From mainstream Final Fantasy games to niche RPG Maker tools, girls rule the martial arts roost.
Why did things turn out like this, though? Does the average girl dream of being Batgirl or Chun-Li? Are developers playing to female fans’ power fantasies as they do to males? And what does this say about the rougher gender, anyway? Ragnar and Cristo can carry swords made out of metal slime kings and Alena will outperform them with a sharp earring. For as buff as Barret is, he mounted a gatling gun onto his arm while Tifa fit a glove onto her hand and deals just as much damage. Frog wields the legendary Masamune, but Ayla’s strength is all her. Is all of this a wink, a nod, and an empowering subliminal message to female gamers that guys need the crutches of weapons to make something of themselves while girls are capable, lethal, and all-around amazing on their own?
Maybe. I’ll try another theory, though. By the time video games really got rolling with the Nintendo Entertainment System, male heroes were well-established through mythology, oral legend, history, theater, and movie. Developers could easily find traditional, iconic male leads and introduce their ideas and images to the world of gaming just like directors brought novels to the big screen.

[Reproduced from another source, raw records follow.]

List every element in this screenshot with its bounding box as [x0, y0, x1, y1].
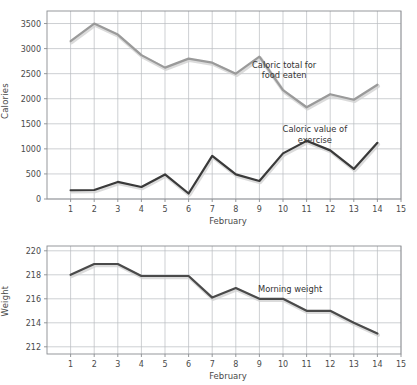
x-tick-label: 10: [278, 360, 288, 369]
svg-text:exercise: exercise: [298, 135, 332, 145]
x-tick-label: 3: [115, 360, 120, 369]
series-line: [71, 24, 379, 109]
x-tick-label: 13: [349, 205, 359, 214]
weight-plot: 212214216218220123456789101112131415Morn…: [0, 232, 417, 385]
x-tick-label: 11: [302, 205, 312, 214]
x-tick-label: 12: [325, 205, 335, 214]
x-tick-label: 8: [233, 360, 238, 369]
y-tick-label: 1000: [21, 145, 41, 154]
x-tick-label: 8: [233, 205, 238, 214]
x-tick-label: 15: [396, 205, 406, 214]
y-tick-label: 220: [26, 247, 41, 256]
x-tick-label: 10: [278, 205, 288, 214]
y-tick-label: 3000: [21, 45, 41, 54]
x-tick-label: 7: [210, 360, 215, 369]
series-annotation: Caloric value ofexercise: [283, 124, 349, 145]
svg-text:Morning weight: Morning weight: [258, 284, 323, 294]
x-tick-label: 14: [372, 360, 382, 369]
x-tick-label: 1: [68, 360, 73, 369]
x-tick-label: 2: [92, 205, 97, 214]
y-tick-label: 212: [26, 343, 41, 352]
x-tick-label: 11: [302, 360, 312, 369]
y-tick-label: 214: [26, 319, 41, 328]
x-tick-label: 12: [325, 360, 335, 369]
x-tick-label: 6: [186, 205, 191, 214]
svg-text:Caloric total for: Caloric total for: [252, 60, 317, 70]
x-tick-label: 7: [210, 205, 215, 214]
x-tick-label: 6: [186, 360, 191, 369]
x-tick-label: 4: [139, 205, 144, 214]
y-tick-label: 2000: [21, 95, 41, 104]
x-tick-label: 3: [115, 205, 120, 214]
x-tick-label: 13: [349, 360, 359, 369]
y-tick-label: 3500: [21, 20, 41, 29]
series-annotation: Caloric total forfood eaten: [252, 60, 317, 81]
x-tick-label: 9: [257, 205, 262, 214]
y-tick-label: 216: [26, 295, 41, 304]
y-tick-label: 218: [26, 271, 41, 280]
x-tick-label: 2: [92, 360, 97, 369]
svg-text:food eaten: food eaten: [262, 70, 307, 80]
x-tick-label: 4: [139, 360, 144, 369]
x-tick-label: 1: [68, 205, 73, 214]
y-tick-label: 1500: [21, 120, 41, 129]
svg-text:Caloric value of: Caloric value of: [283, 124, 349, 134]
calories-chart: Calories February 0500100015002000250030…: [0, 0, 417, 228]
y-tick-label: 2500: [21, 70, 41, 79]
calories-plot: 0500100015002000250030003500123456789101…: [0, 0, 417, 228]
x-tick-label: 15: [396, 360, 406, 369]
x-tick-label: 9: [257, 360, 262, 369]
y-tick-label: 0: [36, 195, 41, 204]
x-tick-label: 5: [162, 360, 167, 369]
x-tick-label: 14: [372, 205, 382, 214]
weight-chart: Weight February 212214216218220123456789…: [0, 232, 417, 385]
y-tick-label: 500: [26, 170, 41, 179]
x-tick-label: 5: [162, 205, 167, 214]
series-annotation: Morning weight: [258, 284, 323, 294]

Joseph Campbell was on to something with the concept of the monomyth.
As early as The Legend of Zelda: A Link to the Past, Link pulls a sword from a stone. Randi, the hero of Secret of Mana, pulls a sword from a stone. Fire Emblem‘s Marth is heroic royalty just like King Arthur. Mega Man resembles Astro Boy. As I look back today, I see a history that plays out as I’d expect it to following the gaming crash: I see that, with few exceptions, developers were afraid of risks. Even Nintendo created Samus in the mold of Ripley from Alien; only the original Phantasy Star dared to introduce Alis in the main character role with a fairly original design and a sword as her chosen weapon.
By the mid-80s, people wanted tough female characters. Developers needed to let their girls fight, but didn’t know what they could fight with. Swords were the definitive domain of males. Guns were more viable after Princess Leia used a blaster in Star Wars, but the film icons were still James Bond and Han Solo. When character designers searched through history, they found that girls simply didn’t have weapons.

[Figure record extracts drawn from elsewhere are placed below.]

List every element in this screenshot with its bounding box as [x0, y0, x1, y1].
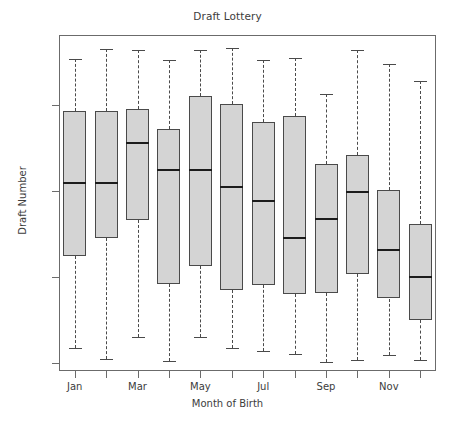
x-tick-label: Jul — [233, 381, 293, 392]
median-line-nov — [377, 249, 400, 251]
x-tick-mark — [75, 371, 76, 378]
whisker-cap-upper — [226, 48, 239, 49]
median-line-may — [189, 169, 212, 171]
whisker-upper — [357, 50, 358, 155]
chart-title: Draft Lottery — [0, 10, 455, 22]
whisker-upper — [200, 50, 201, 96]
median-line-aug — [283, 237, 306, 239]
x-tick-label: Mar — [108, 381, 168, 392]
whisker-lower — [169, 284, 170, 361]
x-tick-mark — [200, 371, 201, 378]
whisker-cap-lower — [414, 360, 427, 361]
x-tick-mark — [263, 371, 264, 378]
whisker-cap-upper — [289, 58, 302, 59]
median-line-oct — [346, 191, 369, 193]
whisker-upper — [138, 50, 139, 109]
x-tick-mark — [326, 371, 327, 378]
whisker-lower — [389, 299, 390, 356]
whisker-upper — [295, 58, 296, 116]
box-may — [189, 96, 212, 266]
draft-lottery-boxplot: Draft Lottery Draft Number Month of Birt… — [0, 0, 455, 427]
whisker-cap-upper — [414, 81, 427, 82]
x-tick-mark — [232, 371, 233, 378]
x-tick-mark — [420, 371, 421, 378]
x-tick-mark — [106, 371, 107, 378]
median-line-jul — [252, 200, 275, 202]
whisker-cap-upper — [194, 50, 207, 51]
y-tick-mark — [52, 363, 59, 364]
x-tick-mark — [138, 371, 139, 378]
whisker-upper — [263, 60, 264, 122]
x-tick-label: May — [170, 381, 230, 392]
x-tick-mark — [169, 371, 170, 378]
whisker-cap-lower — [320, 362, 333, 363]
box-jul — [252, 122, 275, 285]
y-axis-label: Draft Number — [17, 141, 28, 261]
box-jun — [220, 104, 243, 290]
median-line-jun — [220, 186, 243, 188]
whisker-cap-lower — [163, 361, 176, 362]
whisker-cap-upper — [100, 49, 113, 50]
whisker-cap-lower — [289, 354, 302, 355]
whisker-cap-upper — [320, 94, 333, 95]
whisker-cap-upper — [69, 59, 82, 60]
whisker-lower — [138, 220, 139, 337]
whisker-cap-lower — [351, 360, 364, 361]
median-line-dec — [409, 276, 432, 278]
whisker-cap-lower — [194, 337, 207, 338]
y-tick-mark — [52, 191, 59, 192]
whisker-cap-lower — [100, 359, 113, 360]
y-tick-mark — [52, 105, 59, 106]
median-line-jan — [63, 182, 86, 184]
x-tick-mark — [357, 371, 358, 378]
median-line-apr — [157, 169, 180, 171]
whisker-cap-upper — [257, 60, 270, 61]
whisker-lower — [420, 320, 421, 360]
y-tick-mark — [52, 277, 59, 278]
box-sep — [315, 164, 338, 293]
median-line-sep — [315, 218, 338, 220]
whisker-upper — [75, 59, 76, 111]
whisker-upper — [420, 81, 421, 224]
whisker-lower — [295, 294, 296, 353]
whisker-cap-upper — [351, 50, 364, 51]
whisker-cap-lower — [257, 351, 270, 352]
whisker-upper — [389, 64, 390, 190]
box-oct — [346, 155, 369, 274]
box-dec — [409, 224, 432, 320]
whisker-cap-lower — [383, 355, 396, 356]
box-mar — [126, 109, 149, 220]
whisker-cap-lower — [132, 337, 145, 338]
whisker-lower — [263, 285, 264, 351]
whisker-lower — [200, 266, 201, 337]
x-tick-label: Sep — [296, 381, 356, 392]
box-aug — [283, 116, 306, 294]
whisker-upper — [232, 48, 233, 104]
whisker-upper — [326, 94, 327, 165]
x-tick-label: Nov — [359, 381, 419, 392]
x-tick-mark — [389, 371, 390, 378]
whisker-lower — [106, 238, 107, 358]
box-nov — [377, 190, 400, 298]
x-tick-label: Jan — [45, 381, 105, 392]
whisker-upper — [106, 49, 107, 111]
whisker-lower — [232, 290, 233, 348]
box-feb — [95, 111, 118, 238]
median-line-mar — [126, 142, 149, 144]
whisker-lower — [357, 274, 358, 360]
whisker-cap-upper — [163, 60, 176, 61]
whisker-upper — [169, 60, 170, 129]
median-line-feb — [95, 182, 118, 184]
whisker-cap-upper — [132, 50, 145, 51]
box-apr — [157, 129, 180, 284]
x-tick-mark — [295, 371, 296, 378]
whisker-cap-upper — [383, 64, 396, 65]
whisker-lower — [75, 256, 76, 348]
whisker-lower — [326, 293, 327, 362]
x-axis-label: Month of Birth — [0, 398, 455, 409]
whisker-cap-lower — [69, 348, 82, 349]
whisker-cap-lower — [226, 348, 239, 349]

…and that was the answer. Consciously or not, developers and designers knew they needed to fill a void. Their decision: because female characters had no weapons, they would need no weapons. What makes this really special is that, unless I’ve missed something, RPGs popularized the martial artist heroine. Not novels. Not movies. With Tifa as the starring figurehead, given a big assist from her predecessors, RPGs lifted the fighter heroine to prominence. RPGs established a once-rare and now-ubiquitous archetype.
RPGs declared that martial arts are for girls.